To automate the process I'd like to create an empty Excel file pre-loaded with the required VBA to do the formatting; a template. For every data dump, the data is embedded (compressed using deflate) into the Excel file and loaded into the Workbook upon opening the document (or using a "LOAD" button to circumvent macro related security things).
However, just adding some file into the Excel file raises an error when opened:
We found a problem with some content in 'Werkmap1_test_embed.xlsx'. Do you want us to try to recover as much as we can? If you trust the source of this workbook, click Yes.
Clicking Yes opens the file and shows some tracing information as XML:
<?xml version="1.0" encoding="UTF-8" standalone="yes"?>
<recoveryLog xmlns="http://schemas.openxmlformats.org/spreadsheetml/2006/main">
<logFileName>Repair Result to Werkmap1_OLE_Word0.xml</logFileName>
<summary>Errors were detected in file '/Users/joostk/mnt/cluster/Werkmap1_OLE_Word.xlsx'</summary>
<additionalInfo>
<info>Excel completed file level validation and repair. Some parts of this workbook may have been repaired or discarded.</info>
</additionalInfo>
</recoveryLog>
Is it possible to avoid this? How would I embed a file into the Excel ZIP? Do I need to update some file table (which I could not file easily).

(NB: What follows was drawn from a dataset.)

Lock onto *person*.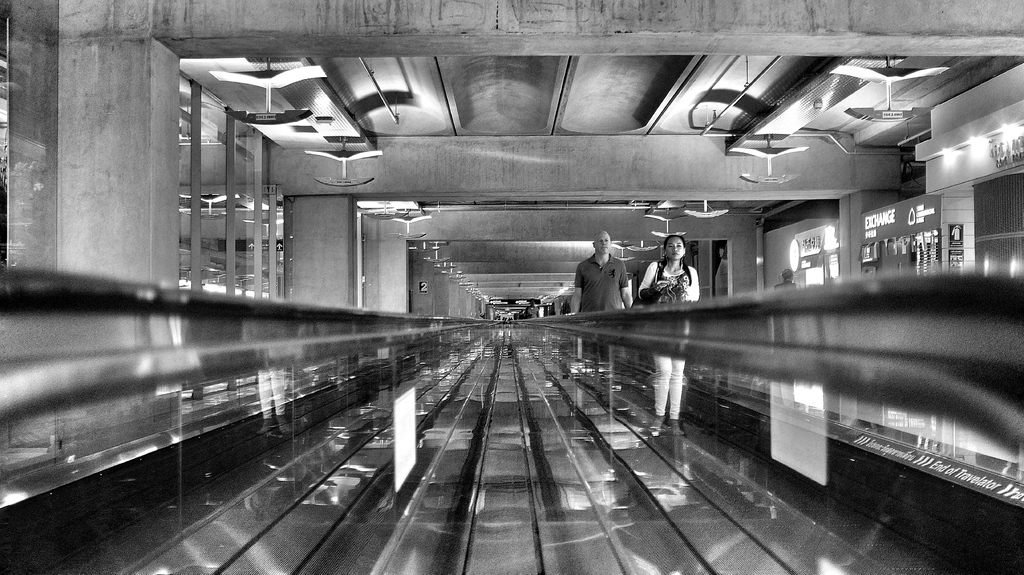
Locked: select_region(637, 233, 703, 439).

When that's done, I'd like to import the data. Can I access files in the Excel ZIP from VBA? I guess not, and I need to extract the data to some temporary path and load it from there.
I have found these helpful answers elsewhere to load ZIP and plain text:
https://stackoverflow.com/a/35781621/4998990
https://stackoverflow.com/a/11267603/4998990
Many thanks for sharing your thoughts!
so my "Answer" here is that this is caused by using Named Ranges, or an underlying table, or an embedded Query/Connection. When you start manipulating this file you will get the error that you are talking about:
There is no harm to the file if you click "yes" and open. Excel will open this in Repaired Mode which will require you to re-save the file.

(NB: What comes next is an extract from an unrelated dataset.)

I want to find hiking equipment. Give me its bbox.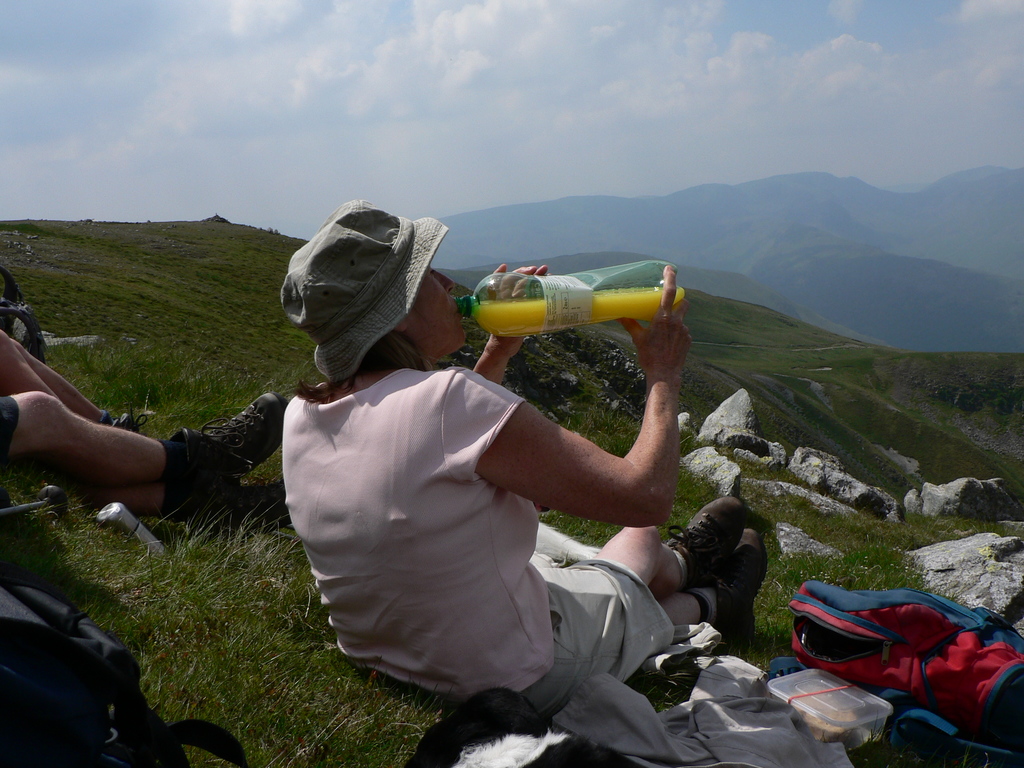
786 580 1023 767.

The way I've worked around this is to re-read the "repaired" file, in python, and save it as another file or replace it. Essentially just do an extra step of re-reading the data into memory, and write it to a new file. The error will go away. As always, test this method before deploying to production to ensure no records are lost. The way I solve it is with two lines of pandas.
import pandas as pd
repair = pd.read_excel('PATH_TO_REPAIR_FILE')
new_file = repair.to_excel('PATH_TO_WHERE_NEW_FILE_GOES')

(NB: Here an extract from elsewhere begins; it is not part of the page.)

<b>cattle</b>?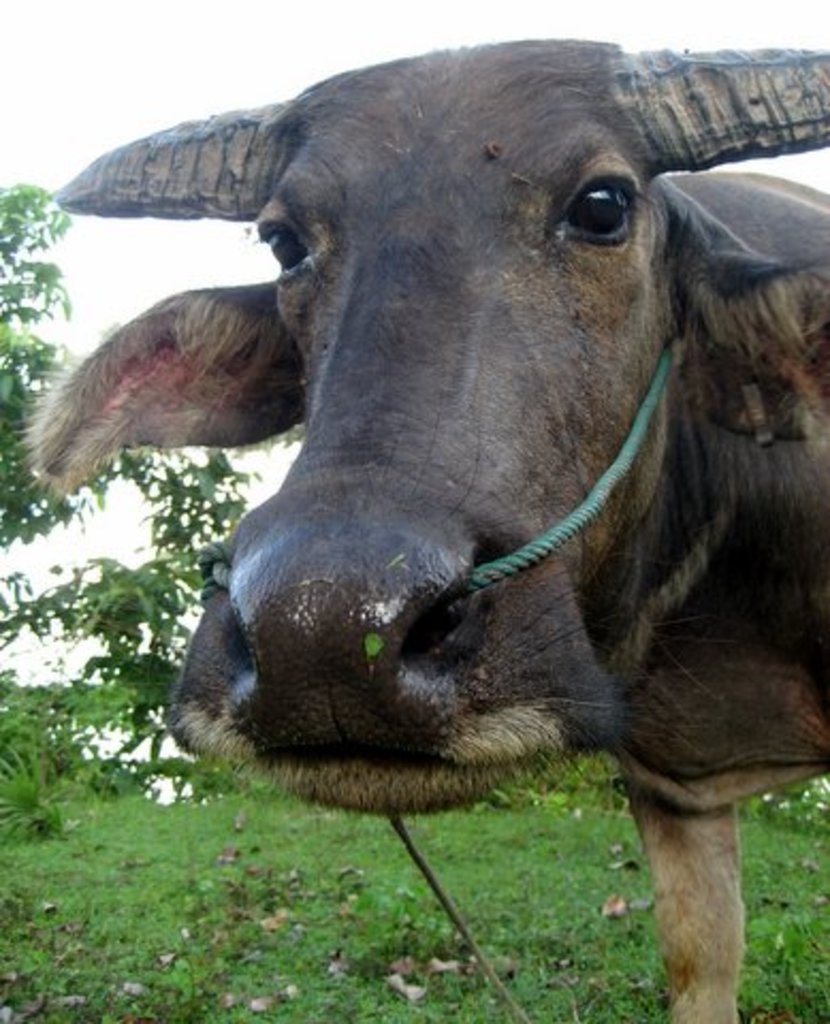
select_region(70, 38, 828, 1022)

I tried the following code to be able to read an excel file from my personal computer.
import xlrd
book = xlrd.open_workbook('C:\\Users\eline\Documents\***\***\Python', 'Example 1.xlsx')
But I am getting the error 'Permission denied'. I am using windows and if I look at the properties of the directory and look at the 'Security' tab I have three groups/users and all three have permissions for all the authorities, except for the last option which is called 'special authorities' (as far as I know I do not need this authority to read the excel file in Python).
I have no idea how to fix this error. Furthermore, I do not have the Excel file open on my computer when running the simulation.
I really hope someone can help me to fix this error.
Sometimes, it is because you try to read the Excel file while it is opened. Close the file in Excel and you are good to go.
book = xlrd.open_workbook('C:\\Users\eline\Documents\***\***\Python', 'Example 1.xlsx')
You cannot give path like this to xlrd. path need to be single string.
If you insist you can use os module
import os
book = xlrd.open_workbook(os.path.join('C:\\Users\eline\Documents\***\***\Python', 'Example 1.xlsx'))
[Errno13] permission denied in your case is happening because you want to read folder like a file which is not allowed.
I ran into this situation also while reading an Excel file into a data frame. To me it appears that it is a Python and/or Excel bug which we should probably not hide by using os.path.join even if that solves the problem. My situation involved an excel spreadsheet that links cells to another CSV file. If this excel file is freshly opened and open when I try to read it in python, it fails.
Python reads it correctly if I do an unnecessary save of the open Excel file.